Mets pitchers Jacob deGrom, left, and Max Scherzer.

Mets pitchers Jacob deGrom, left, and Max Scherzer. Credit: AP; Jim McIsaac

Hours before Jacob deGrom was scheduled to take the mound Thursday night against the Rockies — on six days rest — it was logical to consider how the Mets may choose to deploy their twin aces over these final 36 games.

They already tipped their hand this week by bouncing deGrom from the back end of the Subway Series in the Bronx to Thursday’s start at Citi Field. Manager Buck Showalter offered a number of reasons for that move -- from prioritizing Taijuan Walker’s arm strength to deGrom’s atypical warmup in Atlanta on Aug. 18 followed by a season-high 95-pitch outing that night.

To experienced deGrom observers, the tiniest blip in his routine or schedule usually sets off sirens. And to hear Showalter start talking about things like “torque” and the physical demands of deGrom’s brilliance sounded awfully familiar tracing back to his troubles of a year ago.

On Thursday, however, deGrom seemed mostly up to speed in the Mets’ 3-1 victory as he fired four perfect innings and retired 13 straight before Jose Iglesias’ infield single in the fifth. Ryan McMahon stung him with a 436-foot homer that almost cleared the visitors’ bullpen and Showalter lifted deGrom after that sixth inning — on just 87 pitches.

The rationale? Showalter said he relied on multiple factors in pulling him there. As for deGrom, he stated his preference for finishing an inning, and that number jeopardized his chance of completing the seventh. No need to push him for for a late August game against the terrible Rockies if Showalter can avoid doing so. Otherwise, deGrom looked fine, though his velocity was slightly down from his season average, with a four-seam fastball clocked at 98.5 mph (compared to 99.5).

As for settling into a “regular” routine going forward, deGrom suggested that remains a work in progress.

“We’ll cross that bridge when we get there,” said deGrom, who struck out nine and is now 3-1 with a 2.15 ERA. “I think they’re checking off all the boxes and it’s leaning in that direction.” 

But deGrom isn’t the only one to be monitored closely. Max Scherzer just turned 38, and his playoff run ended last October due to arm fatigue — “overcooked” is how he explained it over the winter. This season, Scherzer missed nearly seven weeks with an oblique strain, so he’s only at 18 starts and 115 2/3 innings.

Curious about what residual effect that could have as far as his shape and stamina — possibly beneficial? — I asked Scherzer about it Thursday afternoon. He wasn’t a fan of that perspective.

“It’s a failure that I got hurt,” Scherzer said. “I don’t want to see any solace in, ‘Oh, you have less innings.’ No. There’s no positives from being hurt.”

So there’s nothing to the saving more bullets theory?

“Even if it’s true, I don’t think that way,” Scherzer said.

Bottom line, the Mets have a pair of multiple Cy Young winners with fairly recent health issues that they need to keep functioning at an elite level. And put aside October for now. Showalter & Co. are in a full-blown division race, now leading relentless Atlanta by two games, and don’t have the luxury of juggling their rotation to preserve deGrom and Scherzer for the playoffs.

The Mets need them both to pitch as much as humanly possible to hold off the defending world champs. The good news is that neither appears to be under any restrictions from those previous ailments. This week’s shift from the high-intensity Subway Series stage to Thursday’s start against the lowly Rockies raised some eyebrows, but if the Mets can give deGrom an extra blow in some spots, he’s going to get it. That careful approach could face some conflicts with the NL East title and first-round bye on the line during these next few weeks.

“If you don’t have a healthier player, then it doesn’t matter — all the other stuff,” Showalter said. “If someone’s got a physical problem, you don’t pitch him. But I’m hoping we get some of the things back that we’ve been cautious about over the season.”

The Mets frequently pumped the brakes for deGrom, whose methodical recovery and rehab stint stretched up to a month longer than the team’s conservative predictions. The reward has been a deGrom that shows flashes of being more dominant than ever. But over the past two years, deGrom has been impacted by 11 different injuries of varying severity — three of them requiring the IL.

Scherzer’s trip to the IL was the sixth of his 15-year career and fourth since 2017. But as far as staying healthy under the added duress of a divisional fight, Scherzer doesn’t plan on stepping off the gas to play it safe. He only knows one gear. And one goal.

“We gotta win — every day,” Scherzer said. “That’s it. Win.”

That’s an easier task for the Mets with their two aces on the mound. The challenge is to keep them there.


▸ **PROBLEM TO SOLVE**
Please output the following records exactly. Leave every image out.

▸ **SUPPLIED ENTRIES**
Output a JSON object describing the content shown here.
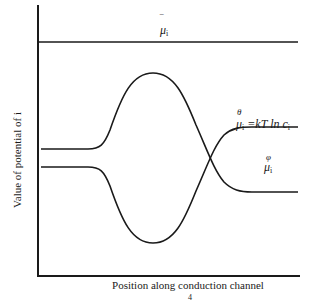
{
  "diagram": {
    "axes": {
      "y_label": "Value of potential of i",
      "x_label": "Position  along conduction channel"
    },
    "curves": [
      {
        "name": "total-potential",
        "label_symbol": "μ",
        "label_bar": "‾",
        "label_sub": "i",
        "shape": "horizontal line"
      },
      {
        "name": "concentration-potential",
        "label_sup": "θ",
        "label_symbol": "μ",
        "label_sub": "i",
        "label_eq": " =kT ln c",
        "label_eq_sub": "i",
        "shape": "rises from left level, peaks mid-channel, falls to lower right level"
      },
      {
        "name": "electrical-potential",
        "label_sup": "φ",
        "label_symbol": "μ",
        "label_sub": "i",
        "shape": "falls from left level, dips mid-channel, rises to upper right level"
      }
    ],
    "footer_mark": "4"
  },
  "colors": {
    "line": "#1a1a1a",
    "background": "#ffffff"
  }
}
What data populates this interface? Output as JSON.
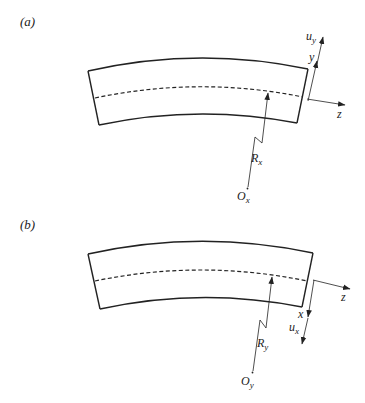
{
  "colors": {
    "stroke": "#222222",
    "background": "#ffffff"
  },
  "panels": [
    {
      "id": "a",
      "label": "(a)",
      "radius_label": {
        "main": "R",
        "sub": "x"
      },
      "origin_label": {
        "main": "O",
        "sub": "x"
      },
      "axes": [
        {
          "name": "z",
          "label": "z",
          "direction": "right"
        },
        {
          "name": "y",
          "label": "y",
          "direction": "up"
        },
        {
          "name": "u_y",
          "label": {
            "main": "u",
            "sub": "y"
          },
          "direction": "up"
        }
      ]
    },
    {
      "id": "b",
      "label": "(b)",
      "radius_label": {
        "main": "R",
        "sub": "y"
      },
      "origin_label": {
        "main": "O",
        "sub": "y"
      },
      "axes": [
        {
          "name": "z",
          "label": "z",
          "direction": "right"
        },
        {
          "name": "x",
          "label": "x",
          "direction": "down"
        },
        {
          "name": "u_x",
          "label": {
            "main": "u",
            "sub": "x"
          },
          "direction": "down"
        }
      ]
    }
  ]
}
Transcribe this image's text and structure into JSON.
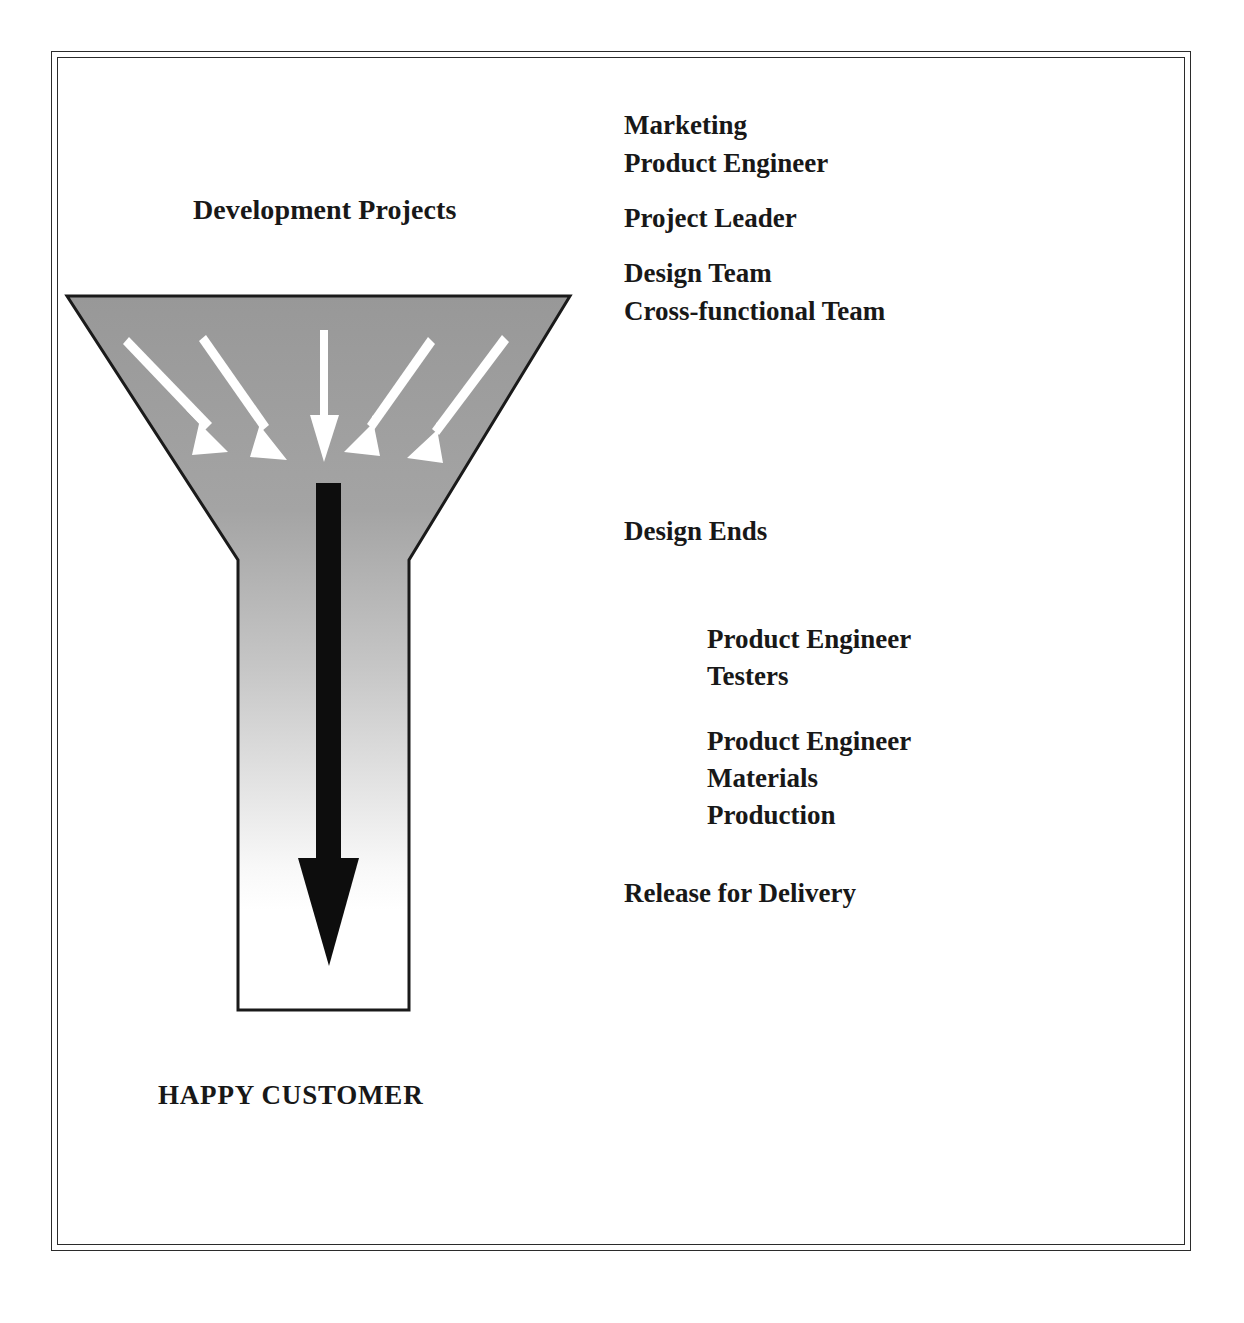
{
  "figure": {
    "type": "funnel-diagram",
    "title": "Development Projects",
    "outcome_label": "HAPPY CUSTOMER",
    "funnel": {
      "fill_top_color": "#9b9b9b",
      "fill_bottom_color": "#ffffff",
      "outline_color": "#1a1a1a",
      "inflow_arrow_color": "#ffffff",
      "inflow_arrow_count": 5,
      "outflow_arrow_color": "#0d0d0d"
    },
    "frame_color": "#2b2b2b",
    "background_color": "#ffffff"
  },
  "stages": {
    "inputs": {
      "group_a": [
        "Marketing",
        "Product Engineer"
      ],
      "group_b": [
        "Project Leader"
      ],
      "group_c": [
        "Design Team",
        "Cross-functional Team"
      ]
    },
    "milestone_design_ends": "Design Ends",
    "downstream": {
      "group_a": [
        "Product Engineer",
        "Testers"
      ],
      "group_b": [
        "Product Engineer",
        "Materials",
        "Production"
      ]
    },
    "milestone_release": "Release for Delivery"
  }
}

▸ **WRITTEN RESPONSE**
Output a JSON object describing the content shown here.
{
  "diagram": {
    "axes": {
      "y_label": "Value of potential of i",
      "x_label": "Position  along conduction channel"
    },
    "curves": [
      {
        "name": "total-potential",
        "label_symbol": "μ",
        "label_bar": "‾",
        "label_sub": "i",
        "shape": "horizontal line"
      },
      {
        "name": "concentration-potential",
        "label_sup": "θ",
        "label_symbol": "μ",
        "label_sub": "i",
        "label_eq": " =kT ln c",
        "label_eq_sub": "i",
        "shape": "rises from left level, peaks mid-channel, falls to lower right level"
      },
      {
        "name": "electrical-potential",
        "label_sup": "φ",
        "label_symbol": "μ",
        "label_sub": "i",
        "shape": "falls from left level, dips mid-channel, rises to upper right level"
      }
    ],
    "footer_mark": "4"
  },
  "colors": {
    "line": "#1a1a1a",
    "background": "#ffffff"
  }
}
What data populates this interface? Output as JSON.
{
  "colors": {
    "stroke": "#222222",
    "background": "#ffffff"
  },
  "panels": [
    {
      "id": "a",
      "label": "(a)",
      "radius_label": {
        "main": "R",
        "sub": "x"
      },
      "origin_label": {
        "main": "O",
        "sub": "x"
      },
      "axes": [
        {
          "name": "z",
          "label": "z",
          "direction": "right"
        },
        {
          "name": "y",
          "label": "y",
          "direction": "up"
        },
        {
          "name": "u_y",
          "label": {
            "main": "u",
            "sub": "y"
          },
          "direction": "up"
        }
      ]
    },
    {
      "id": "b",
      "label": "(b)",
      "radius_label": {
        "main": "R",
        "sub": "y"
      },
      "origin_label": {
        "main": "O",
        "sub": "y"
      },
      "axes": [
        {
          "name": "z",
          "label": "z",
          "direction": "right"
        },
        {
          "name": "x",
          "label": "x",
          "direction": "down"
        },
        {
          "name": "u_x",
          "label": {
            "main": "u",
            "sub": "x"
          },
          "direction": "down"
        }
      ]
    }
  ]
}
Transcribe this image's text and structure into JSON.
{
  "figure": {
    "type": "funnel-diagram",
    "title": "Development Projects",
    "outcome_label": "HAPPY CUSTOMER",
    "funnel": {
      "fill_top_color": "#9b9b9b",
      "fill_bottom_color": "#ffffff",
      "outline_color": "#1a1a1a",
      "inflow_arrow_color": "#ffffff",
      "inflow_arrow_count": 5,
      "outflow_arrow_color": "#0d0d0d"
    },
    "frame_color": "#2b2b2b",
    "background_color": "#ffffff"
  },
  "stages": {
    "inputs": {
      "group_a": [
        "Marketing",
        "Product Engineer"
      ],
      "group_b": [
        "Project Leader"
      ],
      "group_c": [
        "Design Team",
        "Cross-functional Team"
      ]
    },
    "milestone_design_ends": "Design Ends",
    "downstream": {
      "group_a": [
        "Product Engineer",
        "Testers"
      ],
      "group_b": [
        "Product Engineer",
        "Materials",
        "Production"
      ]
    },
    "milestone_release": "Release for Delivery"
  }
}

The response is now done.